Morena had support from organized crime in Michoacán, opposition charges

Organized crime groups directly intervened in the elections in several municipalities in Michoacán in favor of Mexico’s ruling Morena party, according to opposition party leaders.

Citizens and local officials with the National Electoral Institute (INE) also reported that armed individuals turned up at some Michoacán polling stations and forced election officials and citizens to cast votes in favor of the Morena-Labor Party (PT) alliance.

Many incidents occurred in the notoriously violent and lawless Tierra Caliente region, but there were also reports of criminal interference in elections in central Michoacán, in municipalities such as Salvador Escalante and Tacámbaro, and in the state’s east.

“The link between the official party [Morena] and organized crime on election day in Michoacán is clear and alarming to us,” said Víctor Manuel Manríquez González, a leader of the Democratic Revolution Party (PRD), which allied itself with the National Action Party (PAN) and the Institutional Revolutionary Party (PRI) to contest elections in Michoacán and other states.

“It’s even more serious that the president, in his morning press conference today [Monday], acknowledged and thanked organized crime for behaving well on election day,” he told a press conference in Morelia at which other PAN-PRI-PRD leaders also denounced criminal interference.

“There is evidence of threats toward voters by the powers that be,” Manríquez said.

In Múgica, a Tierra Caliente municipality, PAN-PRI-PRD representatives were forced by criminal suspects to abandon a polling station, he said.

In Turicato, another Tierra Caliente municipality, “an armed group threatened and intimidated polling station representatives,” the PRD official said. “… Armed people were [subsequently] identified filling out ballots in favor of Morena,” he added.

“… In Apatzingán, people arrived at two polling stations and stole ballot boxes,” Manríquez said.

In La Huacana, PAN-PRI-PRD representatives were threatened, he said.

According to security reports cited by the newspaper El Universal, the Jalisco New Generation Cartel (CJNG) forced citizens in La Huacana to vote in favor of Morena.
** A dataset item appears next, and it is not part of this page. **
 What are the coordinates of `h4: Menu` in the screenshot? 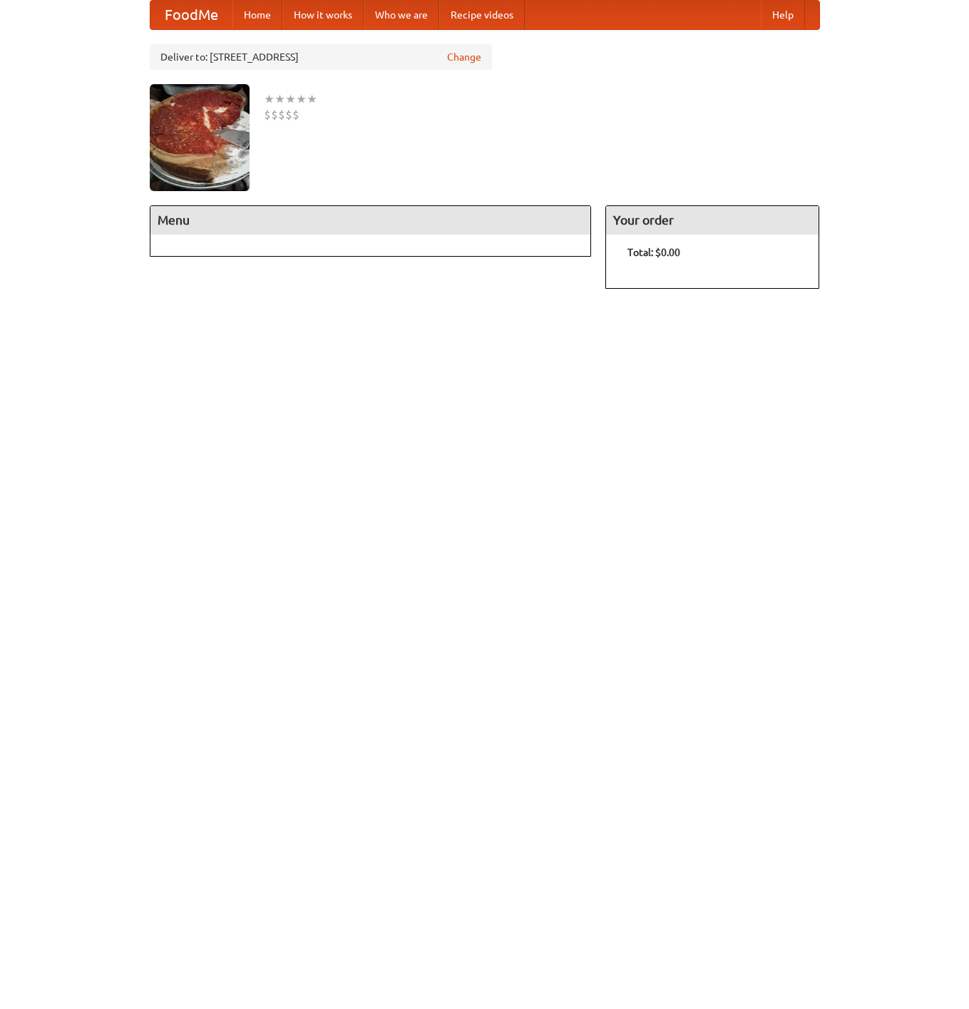 It's located at (371, 220).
The CJNG also clashed with the Cárteles Unidos in the hours before polling stations opened and cut off one of the entry points to the troubled municipality of Aguililla, El Universal said.

Police reports also said that armed men forced voters to cast ballots in favor of Morena and PT candidates in Gabriel Zamora, which borders La Huacana to the north.

“In San Lucas, armed men stole two ballot boxes, and there were gunshots right there. In Tacámbaro, … [there were] armed people threatening citizens and in Cojumatlán, … ballot boxes were stolen,” Manríquez said.

The PRD official also said that there was criminal interference in elections in Juárez, a municipality in eastern Michoacán, and in the Tierra Caliente municipalities of Tumbiscatío and Buenavista.

A polling station chief in Santa Clara del Cobre, the municipal seat of Salvador Escalante, was detained by a criminal group and forced to fill out ballots in favor of Morena, El Universal reported.

Francisco Javier Rincón García, an INE official in Michoacán, confirmed that there were incidents in which armed individuals coerced voters and election officials.

Teresita Herrera Maldonado, leader of the PAN in Michoacán, claimed Monday that there were more invalid votes than the number of votes that separated apparently triumphant Morena gubernatorial candidate Alfredo Ramírez Bedolla from PAN-PRI-PRD candidate Carlos Herrera Tello.

“The number of invalid votes at this time is above 55,000 while the difference between the candidates is 40,000. Other things that need to be investigated are the number of polling stations that opened late and the absence of a high percentage of polling station officials,” she said.